Just a minor point, but I am not complaining about DIR/GUE. Never have, will not unless they both gain an obligation to me and fail to meet that obligation. I.e. unless they sell me some training and welch. Short of that, why would I? It has no force in my life, and no impact except that which I choose. It would be like complaining about a train derailing in India. Someone in India may have grounds to complain; I don't.

I have an opinion of course. That's different. You know what they say about opinions. :wink:
 
Getting back to the original topic, from which we have wandered far . . . It is amusing to me that a good many of our students, whether they came from the dive shop (where they learned in jackets) or from our private classes (where they learn in backplates and primary donate setups) have ended up in backplates and long hoses. We've been privileged to teach a good number of very intelligent, curious, thoughtful people. They have seen a variety of ways of doing things, and have adopted this one, because it WORKS. DIR or not, PADI or not, whatever . . . my favorite saying nowadays is, "We use the gear we use, because it WORKS". And a lot of students seem to come to that conclusion as well.
 
His word was misunderstand (or related - it's quoted a few times in this thread).

From the way "misunderstand" was interpreted as "ignorant" and the way ignorant was then used, my guess is that you see it as an indictment of a person's intelligence.

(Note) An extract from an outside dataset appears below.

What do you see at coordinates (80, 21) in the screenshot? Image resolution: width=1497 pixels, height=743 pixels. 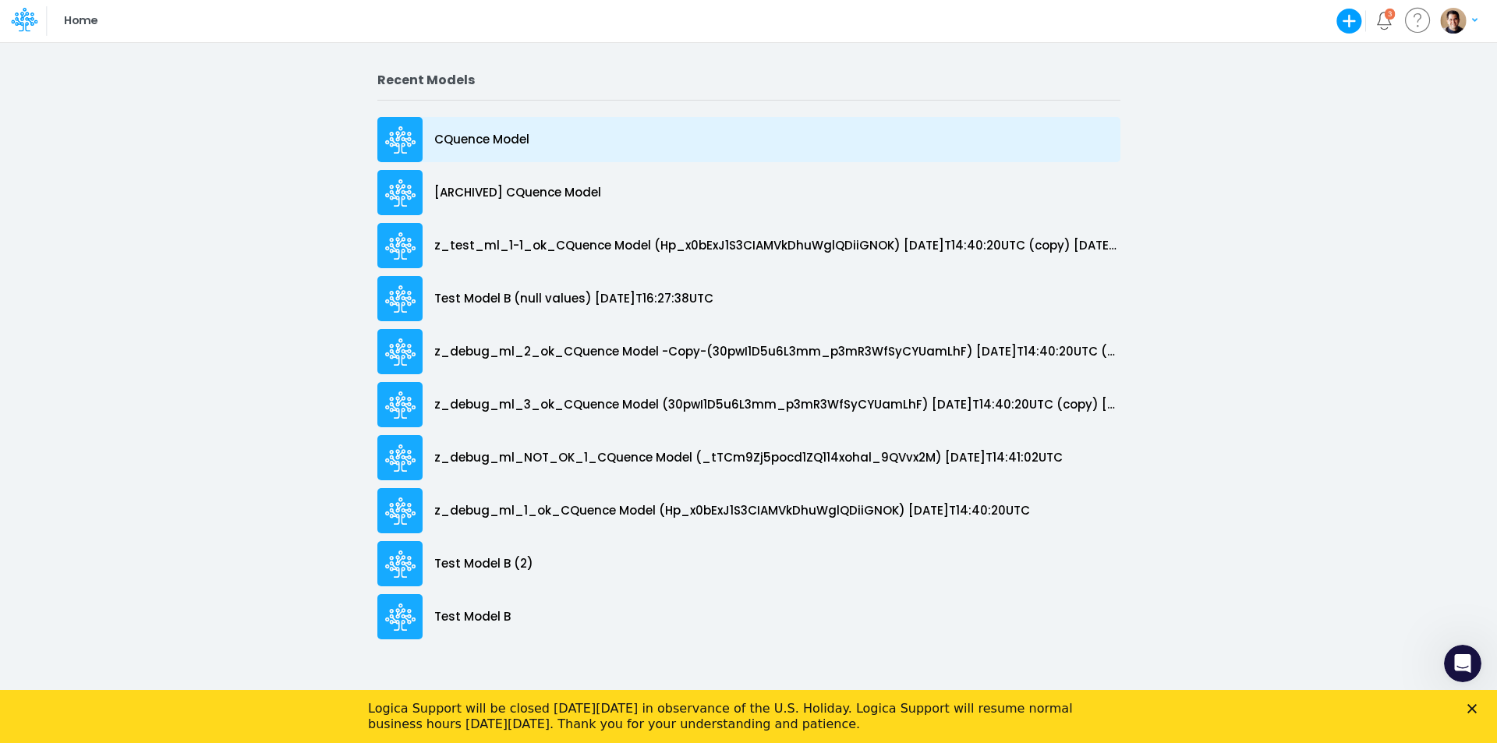 I see `p: Home` at bounding box center [80, 21].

It isn't. I am a reasonably bright guy, but I am ignorant of more than 99% of what happens in this world, and I misunderstand things regularly.

I think this sort of thing is a big factor in the topic.

When I started tech training, I had only seen a couple of bp/ws in my life, and no one in management in the shop had any experience at all. I have since moved to a different shop, and I just did an introduction to the gear and philosophy for a group of staff, not one of whom knew a thing about it. That is no indictment of them, and it shows why they haven't been selling the gear. Industry statistics indicate that bp/ws make up less than 1% of bcd sales in the US. There is no shame in being ignorant, and there is a good reason not to stock gear you don't think will sell.